Skating down memory lane to the 1973 Rangers-Bruins playoff series
This is how long it has been since the Rangers and Boston Bruins last tangled in the Stanley Cup playoffs:
Manhattan's Twin Towers officially opened that year.
The Yankees' Ron Blomberg became baseball's first designated hitter that year.
The Watergate scandal came to light that year.
Billie Jean King defeated Bobby Riggs in tennis' Battle of the Sexes that year.
Jason Kidd was born that year.
1973.
At the time, the Rangers and Bruins were in the midst of regular, bitter postseason scraps. The Bruins prevailed in the 1970 quarterfinals and again in the 1972 Stanley Cup Finals before the Rangers, clear underdogs in 1973, pulled off a four-games-to-one upset.
That '73 series was so long ago that virtually all NHL players competed without helmets. (The Bruins and Islanders were the last two teams to use all bareheaded players.) It was so long ago that the Islanders had just completed their first season as an expansion team (12 wins in 78 games), and the Bruins were relying on the first NHL goalie to have worn a mask. (Jacques Plante, then 44, had introduced the safety equipment in 1959.)
A pre-series, two-night Rangers training camp and strategy session in Fitchburg, Mass. -- roughly a marathon's distance west of Boston -- was later cited for having tipped the '73 series in the Rangers' favor.
They had figured out how to clamp down on defenseman Bobby Orr's ability to initiate offensive rushes, taking over games the way Wayne Gretzky would do years later. And they had set about matching the Bruins' penchant for rough play, mostly with tough guy Ted Irvine. (Another Rangers "policeman," obtained two years earlier for his willingness to bully the bullies, was a scrappy forward named Glen Sather.)
It helped that Orr, though only 24 at the time, already had undergone three major knee operations and continued to be bothered by knee trouble. It helped that Plante, in his 21st NHL season, at last had lost his Hall of Fame edge. He gave up six goals in the first game of the series, forcing the Bruins to turn to 11-year veteran Eddie Johnston and then 35-year-old rookie Ross Brooks.
It helped that Bruins center Phil Esposito, in the fourth of six consecutive seasons leading the NHL in goals, blew out a knee in the series' second game. When Newsday hockey reporter Tim Moriarty went to Esposito's hospital room before Game 3, Esposito, resigned to the fact that his playoffs were over, was watching the Boston Red Sox, on television, pound the Yankees -- just purchased that year by one George Steinbrenner.
Goalie Ed Giacomin excelled for the Rangers, as did defenseman Brad Park. Vic Hadfield, one season after he had scored 50 goals, was "dizzy and weak" from an apparent concussion and missed the third game, but Bobby Rousseau filled in capably on the top line with Jean Ratelle and Rod Gilbert.
The Rangers got significant production from Walt Tkaczuk, Pete Stemkowski, Steve Vickers and Bill Fairbairn. In the last two games, Giacomin's shutout and 6-3 Rangers' blowout sent three Bruins -- Derek Sanderson, Wayne Cashman and Mike Walton -- stalking into the offseason without having offered the customary post-series handshake.
That brought the Rangers' playoff series record vs. the Bruins to 3-6, dating to the 1927 semifinals -- a two-game, total-goals series in which the Bruins prevailed, 0-0 and 3-1.
Twice the Rangers have followed playoff victories over the Bruins with subsequent Stanley Cup titles -- in 1928 and 1940. Not in 1973, though, the year that the Mets came from 12 games under .500 to the World Series in less than two months.
Maybe "You Gotta Believe" applies now.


= EXERCISE REQUIREMENTS =
An exact copy of the records is required, minus the pictures they hold.

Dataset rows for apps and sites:
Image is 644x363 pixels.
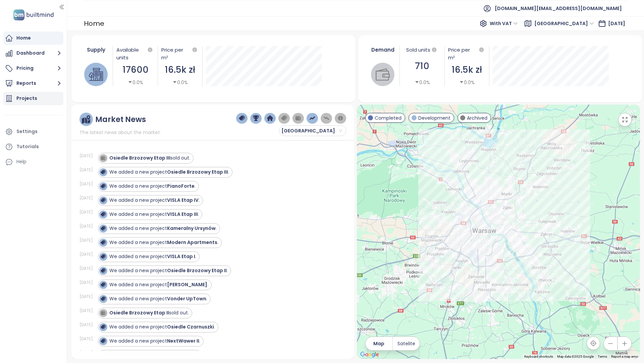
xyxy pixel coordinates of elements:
div: 0.0% [172,78,188,86]
strong: VISLA Etap III [167,211,198,217]
strong: Osiedle Brzozowy Etap II [109,309,169,316]
span: [DATE] [608,20,625,27]
div: Home [16,34,31,42]
div: We added a new project . [109,281,208,288]
div: [DATE] [79,223,97,229]
span: [DOMAIN_NAME][EMAIL_ADDRESS][DOMAIN_NAME] [494,0,621,16]
div: Projects [16,94,37,103]
strong: PianoForte [167,183,195,189]
img: icon [101,254,106,259]
strong: Osiedle Czarnuszki [167,323,214,330]
button: Reports [4,77,63,90]
span: caret-down [414,79,419,85]
span: Satelite [397,340,415,347]
div: We added a new project . [109,323,215,331]
a: Settings [4,125,63,139]
img: wallet-dark-grey.png [295,115,301,122]
img: icon [101,338,106,343]
img: icon [101,212,106,216]
div: Supply [83,46,110,53]
div: Price per m² [161,46,191,61]
strong: Modern Apartments [167,239,217,245]
div: Home [84,17,105,30]
a: Tutorials [4,140,63,153]
img: icon [101,155,106,160]
strong: Osiedle Brzozowy Etap III [167,168,228,175]
button: Satelite [392,337,419,349]
div: 0.0% [414,78,430,86]
img: price-tag-grey.png [281,115,287,122]
img: icon [101,282,106,286]
img: icon [101,184,106,188]
img: ruler [82,115,90,123]
div: We added a new project . [109,224,216,231]
img: icon [101,197,106,203]
div: Help [16,158,26,166]
div: [DATE] [79,294,97,299]
img: price-tag-dark-blue.png [239,115,244,122]
div: We added a new project . [109,168,229,176]
button: Dashboard [4,47,63,60]
img: icon [101,268,106,273]
span: caret-down [459,79,464,85]
span: Completed [374,114,401,122]
img: house [89,68,103,81]
button: Keyboard shortcuts [524,354,553,358]
img: icon [101,226,106,231]
span: Development [419,114,450,122]
button: Pricing [4,61,63,75]
div: sold out. [109,309,189,316]
div: [DATE] [79,322,97,328]
div: [DATE] [79,195,97,201]
span: The latest news about the market. [79,129,161,136]
span: caret-down [128,79,133,85]
img: information-circle.png [337,115,344,122]
div: We added a new project . [109,267,227,274]
div: Available units [116,46,154,61]
img: trophy-dark-blue.png [253,115,259,122]
strong: Osiedle Brzozowy Etap II [167,267,226,274]
a: Home [4,32,63,45]
button: Map [365,337,392,349]
div: We added a new project . [109,337,200,344]
div: 16.5k zł [448,63,485,77]
strong: Vonder UpTown [167,295,207,302]
div: [DATE] [79,265,97,271]
div: [DATE] [79,307,97,313]
strong: VISLA Etap I [167,253,195,259]
div: [DATE] [79,153,97,159]
div: We added a new project . [109,196,199,204]
div: [DATE] [79,251,97,257]
div: [DATE] [79,279,97,286]
div: Help [4,155,63,168]
strong: VISLA Etap IV [167,196,198,204]
img: icon [101,324,106,329]
div: [DATE] [79,209,97,215]
a: Projects [4,92,63,105]
div: Tutorials [16,142,39,150]
div: Price per m² [448,46,485,61]
div: 710 [403,59,440,73]
img: icon [101,169,106,174]
div: Sold units [403,46,440,54]
div: Settings [16,127,38,136]
span: Map [373,340,384,347]
img: price-decreases.png [323,115,329,122]
div: Market News [96,115,146,123]
span: Archived [466,114,487,122]
img: icon [101,310,106,314]
div: 17600 [116,63,154,77]
img: home-dark-blue.png [267,115,273,122]
img: logo [12,8,56,22]
div: [DATE] [79,335,97,341]
a: Open this area in Google Maps (opens a new window) [358,349,381,358]
div: We added a new project . [109,183,196,189]
div: sold out. [109,154,190,161]
img: icon [101,296,106,301]
div: 0.0% [459,78,474,86]
strong: Kameralny Ursynów [167,224,216,231]
div: 16.5k zł [161,63,198,77]
img: Google [358,349,381,358]
div: 0.0% [128,78,143,86]
strong: NextWawer II [167,337,199,344]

= ANSWER SPACE =
Image is 644x363 pixels.
xyxy pixel coordinates of elements:
div: 0.0% [172,78,188,86]
strong: VISLA Etap III [167,211,198,217]
strong: Osiedle Brzozowy Etap II [109,309,169,316]
span: [DATE] [608,20,625,27]
div: Home [16,34,31,42]
div: We added a new project . [109,281,208,288]
div: [DATE] [79,223,97,229]
span: [DOMAIN_NAME][EMAIL_ADDRESS][DOMAIN_NAME] [494,0,621,16]
div: Projects [16,94,37,103]
strong: PianoForte [167,183,195,189]
img: icon [101,254,106,259]
strong: Osiedle Czarnuszki [167,323,214,330]
button: Reports [4,77,63,90]
span: caret-down [414,79,419,85]
span: Satelite [397,340,415,347]
div: We added a new project . [109,323,215,331]
a: Settings [4,125,63,139]
img: wallet-dark-grey.png [295,115,301,122]
img: icon [101,338,106,343]
img: icon [101,212,106,216]
div: Supply [83,46,110,53]
div: Price per m² [161,46,191,61]
strong: Modern Apartments [167,239,217,245]
div: Home [84,17,105,30]
a: Tutorials [4,140,63,153]
img: icon [101,155,106,160]
strong: Osiedle Brzozowy Etap III [167,168,228,175]
button: Satelite [392,337,419,349]
div: 0.0% [414,78,430,86]
img: price-tag-grey.png [281,115,287,122]
img: icon [101,282,106,286]
img: icon [101,184,106,188]
img: ruler [82,115,90,123]
div: We added a new project . [109,224,216,231]
img: icon [101,197,106,203]
div: Help [16,158,26,166]
div: [DATE] [79,294,97,299]
img: price-tag-dark-blue.png [239,115,244,122]
div: We added a new project . [109,168,229,176]
button: Dashboard [4,47,63,60]
img: icon [101,268,106,273]
span: caret-down [459,79,464,85]
span: Completed [374,114,401,122]
img: house [89,68,103,81]
button: Keyboard shortcuts [524,354,553,358]
img: icon [101,226,106,231]
span: Development [419,114,450,122]
button: Pricing [4,61,63,75]
div: sold out. [109,309,189,316]
div: [DATE] [79,322,97,328]
div: [DATE] [79,195,97,201]
span: The latest news about the market. [79,129,161,136]
span: caret-down [128,79,133,85]
img: information-circle.png [337,115,344,122]
div: We added a new project . [109,267,227,274]
div: Available units [116,46,154,61]
img: trophy-dark-blue.png [253,115,259,122]
strong: Osiedle Brzozowy Etap II [167,267,226,274]
a: Home [4,32,63,45]
button: Map [365,337,392,349]
div: We added a new project . [109,337,200,344]
div: 16.5k zł [448,63,485,77]
strong: Vonder UpTown [167,295,207,302]
div: [DATE] [79,265,97,271]
div: [DATE] [79,307,97,313]
strong: VISLA Etap I [167,253,195,259]
div: [DATE] [79,153,97,159]
div: We added a new project . [109,196,199,204]
div: [DATE] [79,251,97,257]
div: [DATE] [79,279,97,286]
div: Help [4,155,63,168]
strong: VISLA Etap IV [167,196,198,204]
img: icon [101,324,106,329]
div: [DATE] [79,209,97,215]
a: Projects [4,92,63,105]
div: Tutorials [16,142,39,150]
div: Price per m² [448,46,485,61]
div: 710 [403,59,440,73]
img: icon [101,169,106,174]
div: Sold units [403,46,440,54]
div: Settings [16,127,38,136]
span: Map [373,340,384,347]
img: price-decreases.png [323,115,329,122]
div: Market News [96,115,146,123]
span: Archived [466,114,487,122]
img: icon [101,310,106,314]
div: 17600 [116,63,154,77]
img: home-dark-blue.png [267,115,273,122]
img: logo [12,8,56,22]
div: [DATE] [79,335,97,341]
a: Open this area in Google Maps (opens a new window) [358,349,381,358]
div: We added a new project . [109,183,196,189]
div: sold out. [109,154,190,161]
img: icon [101,296,106,301]
div: 0.0% [459,78,474,86]
strong: Kameralny Ursynów [167,224,216,231]
div: 16.5k zł [161,63,198,77]
img: Google [358,349,381,358]
div: 0.0% [128,78,143,86]
strong: NextWawer II [167,337,199,344]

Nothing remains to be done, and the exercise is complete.